Strange Horizons, August 13, 2018
“Orphan Tsunami Heathens” by Tiera Greene
Reviewed by Gyanavani
Tiera Greene’s short story “Orphan Tsunami Heathens” is set in the near future where climate change has led to strange and inexplicable natural disasters. Some dozen years before the story begins, Larchmont City, where the story’s action is located, was hit by a tsunami. Relief pours in and a month later the city has rebuilt itself. Only when the storms (now a regular feature) come back does the city understand that close to 40% of its population can grow gills near its rib cage, develop webbing between fingers and toes, and is driven by an infrequent but insatiable urge to feed on human blood.
The heroine of this story, Klein, was five years old when the wall of water hit her hometown. In her late teens an accident forces her to recognize that her uncontrolled passion leaves destruction in its wake. For a while, she denies her newly created twisted nature by going away to college but is forced by a shrinking income to transfer back to her local university. Here her new friends help her to accept her aberrant abilities.
With no help from supernatural forces, Greene’s speculative dystopia is fascinating. She takes a teenager with a set of deviant characteristics, which she explains with scientific precision, and explores rationally her entrance into atypical maturity.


» **ACTIVITY**: Lift every line from the entries that includes the word "formatting".

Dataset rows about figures
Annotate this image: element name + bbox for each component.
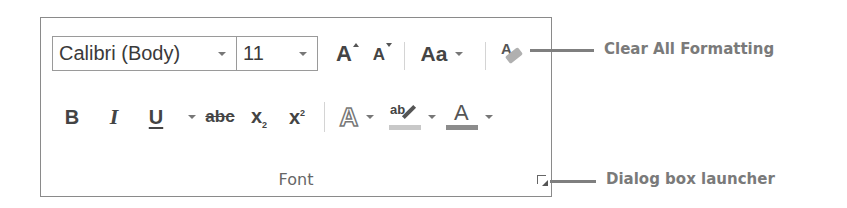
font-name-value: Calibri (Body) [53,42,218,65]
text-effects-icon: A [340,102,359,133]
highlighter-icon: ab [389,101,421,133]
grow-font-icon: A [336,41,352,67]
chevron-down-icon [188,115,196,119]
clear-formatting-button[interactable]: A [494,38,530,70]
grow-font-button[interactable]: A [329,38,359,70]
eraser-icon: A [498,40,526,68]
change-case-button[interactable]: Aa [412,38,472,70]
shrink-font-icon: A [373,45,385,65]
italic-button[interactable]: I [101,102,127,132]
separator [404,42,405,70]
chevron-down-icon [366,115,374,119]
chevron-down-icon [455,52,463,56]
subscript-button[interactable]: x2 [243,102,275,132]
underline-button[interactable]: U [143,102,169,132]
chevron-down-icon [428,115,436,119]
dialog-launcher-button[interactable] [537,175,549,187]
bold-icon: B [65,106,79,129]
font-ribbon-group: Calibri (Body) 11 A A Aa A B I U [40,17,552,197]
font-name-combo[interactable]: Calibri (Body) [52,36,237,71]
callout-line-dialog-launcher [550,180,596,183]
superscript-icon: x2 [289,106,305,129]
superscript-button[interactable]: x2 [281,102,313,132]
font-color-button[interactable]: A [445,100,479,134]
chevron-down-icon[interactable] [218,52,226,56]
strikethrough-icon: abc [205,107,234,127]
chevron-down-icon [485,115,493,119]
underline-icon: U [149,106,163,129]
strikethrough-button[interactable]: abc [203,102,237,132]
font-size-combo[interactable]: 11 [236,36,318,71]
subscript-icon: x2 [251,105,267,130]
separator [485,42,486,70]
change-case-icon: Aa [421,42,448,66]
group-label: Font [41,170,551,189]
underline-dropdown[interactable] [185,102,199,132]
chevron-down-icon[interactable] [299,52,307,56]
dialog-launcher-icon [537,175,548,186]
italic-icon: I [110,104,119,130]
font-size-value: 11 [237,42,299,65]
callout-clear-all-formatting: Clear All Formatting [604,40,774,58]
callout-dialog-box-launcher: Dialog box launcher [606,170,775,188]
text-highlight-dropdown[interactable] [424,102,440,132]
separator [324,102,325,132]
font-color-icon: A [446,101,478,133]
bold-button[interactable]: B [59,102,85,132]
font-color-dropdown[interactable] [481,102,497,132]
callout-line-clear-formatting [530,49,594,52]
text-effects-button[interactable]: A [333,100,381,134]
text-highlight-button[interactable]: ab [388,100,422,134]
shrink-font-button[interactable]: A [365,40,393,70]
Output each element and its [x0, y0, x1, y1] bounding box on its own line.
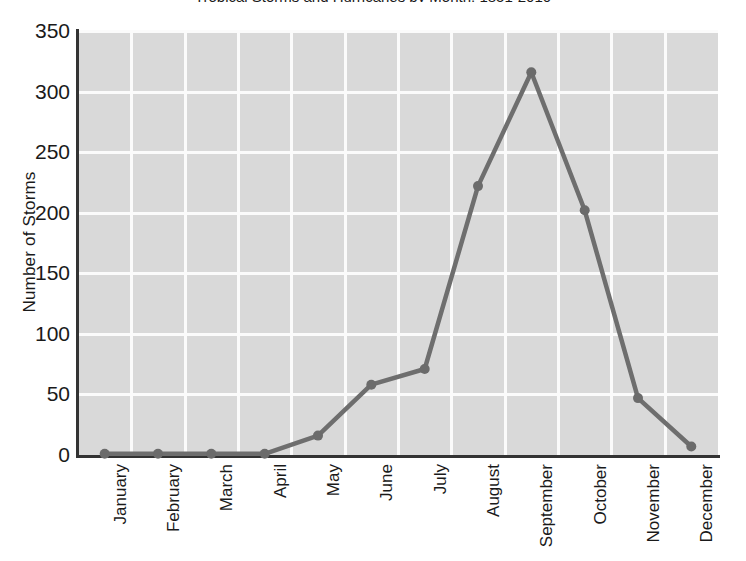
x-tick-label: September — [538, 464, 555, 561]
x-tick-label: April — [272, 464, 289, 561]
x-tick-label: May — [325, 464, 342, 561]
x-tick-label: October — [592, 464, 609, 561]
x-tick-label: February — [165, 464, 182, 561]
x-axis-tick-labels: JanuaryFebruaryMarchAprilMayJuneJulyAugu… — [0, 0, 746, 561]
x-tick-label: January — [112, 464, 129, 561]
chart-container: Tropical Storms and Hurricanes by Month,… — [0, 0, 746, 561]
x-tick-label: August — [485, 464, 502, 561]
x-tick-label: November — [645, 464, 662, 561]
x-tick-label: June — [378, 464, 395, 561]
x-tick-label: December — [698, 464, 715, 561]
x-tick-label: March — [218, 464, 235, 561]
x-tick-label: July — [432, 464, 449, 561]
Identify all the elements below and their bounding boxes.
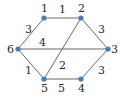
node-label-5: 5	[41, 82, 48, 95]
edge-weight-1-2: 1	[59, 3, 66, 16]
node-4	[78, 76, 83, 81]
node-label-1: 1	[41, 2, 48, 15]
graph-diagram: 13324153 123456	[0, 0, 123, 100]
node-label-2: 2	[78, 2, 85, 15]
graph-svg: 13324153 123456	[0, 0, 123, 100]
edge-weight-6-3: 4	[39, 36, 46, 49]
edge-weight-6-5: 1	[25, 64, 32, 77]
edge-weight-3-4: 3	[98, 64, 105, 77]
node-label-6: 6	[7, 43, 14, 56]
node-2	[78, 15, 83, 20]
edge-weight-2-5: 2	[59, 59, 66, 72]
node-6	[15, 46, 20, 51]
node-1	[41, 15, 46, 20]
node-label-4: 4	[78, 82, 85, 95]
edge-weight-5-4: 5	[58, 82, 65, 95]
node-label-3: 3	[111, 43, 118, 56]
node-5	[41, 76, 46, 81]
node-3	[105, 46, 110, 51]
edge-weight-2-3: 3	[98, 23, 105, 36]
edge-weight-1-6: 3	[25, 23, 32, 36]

» **ANSWER SPACE**:
clear-formatting-button[interactable]: A [494,38,530,70]
callout-clear-all-formatting: Clear All Formatting [604,40,774,58]
callout-line-clear-formatting [530,49,594,52]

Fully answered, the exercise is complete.